Where have All the broad Shoulders Gone? Or, Labor Day in a Kleptocracy

"The unemployment rate as I write is inching toward 10 percent nationally, and that is only counting people who were still looking for a job recently. A vast bank robbery by the corrupt on Wall Street has deprived them of the credit that made the economy go. Labor Day was passed by Congress under Grover Cleveland to celebrate not only the individual American laborer but the labor movement-- yes, unions, workers' parades, hard hats and blue jeans (before the youth movement of the 1960s appropriated them, blue jeans were working class clothing, and my working class relatives upbraided me for wearing them as an undergraduate). It is to celebrate all those icons that shills for the barracuda billionaires, such as Glenn Beck, now castigate as "fascist" and "communist." It is to celebrate what Carl Sandberg did in his poem, "Chicago:"

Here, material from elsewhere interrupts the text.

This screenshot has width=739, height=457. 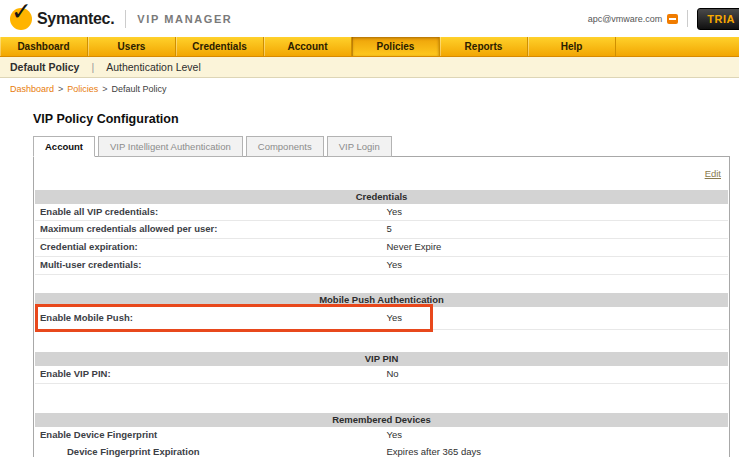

"Hog Butcher for the World,
Tool Maker, Stacker of Wheat,
Player with Railroads and the Nation's Freight Handler;
Stormy, husky, brawling,
City of the Big Shoulders;

"And of course, the home-makers and retail workers who move the manufactured goods and the teachers are all doing the hard foundational work as well.

"Who is not working are the Wall Street thieves who have largely gone unpunished or been actively rewarded for their peculation.

"Now Americans have convinced themselves that we don't have a working class. Everybody is middle class, even those who make minimum wage in the fast food industry, or those who are kept as part-timers so that the store (I'm looking at you, Walmart) doesn't have to enroll them in a health care program. The closest we get to celebrating the workers who built this country is when we talk about "working families," an odd locution, since aside from the idle rich who defrauded the country into bankruptcy last fall, wouldn't that be everyone? While we have lots of workers, we no longer have an effective labor movement, because Ronald Reagan by example essentially overturned the mid-20th century traditions that had made it unseemly for employers to fire striking workers and hire scab labor. Even the anti-worker Taft Hartley law of 1947 prohibited companies from firing workers for their union activities. But the penalties for illegal union-busting are so light that companies frequently fire employees who so much as suggest organizing a union.

"Damon Silvers convincingly ties our current economic woes to this union-busting. (H/t Jake McIntyre). Fewer effective unions have left American workers at the mercy of predatory company policies. Government has, since Ronald Reagan (who hated organized workers the way the devil hates holy water), also socially-engineered the tax laws so as to throw enormous further wealth at the wealthy. As a result, the average wage of the average worker in the United States has not increased since 1970 (in 2004 the bottom 60% of the population was actually making less in real terms per capita each year than in 1979). In contrast, the top 1% of the population by income now takes home nearly 20% of the country's annual income. The top 1%, about 3 million persons, has gone from owning 25% of the privately held wealth in the 1950s under Eisenhower to owning over a third today. The top 10 percent of Americans own almost all the country's privately-held property."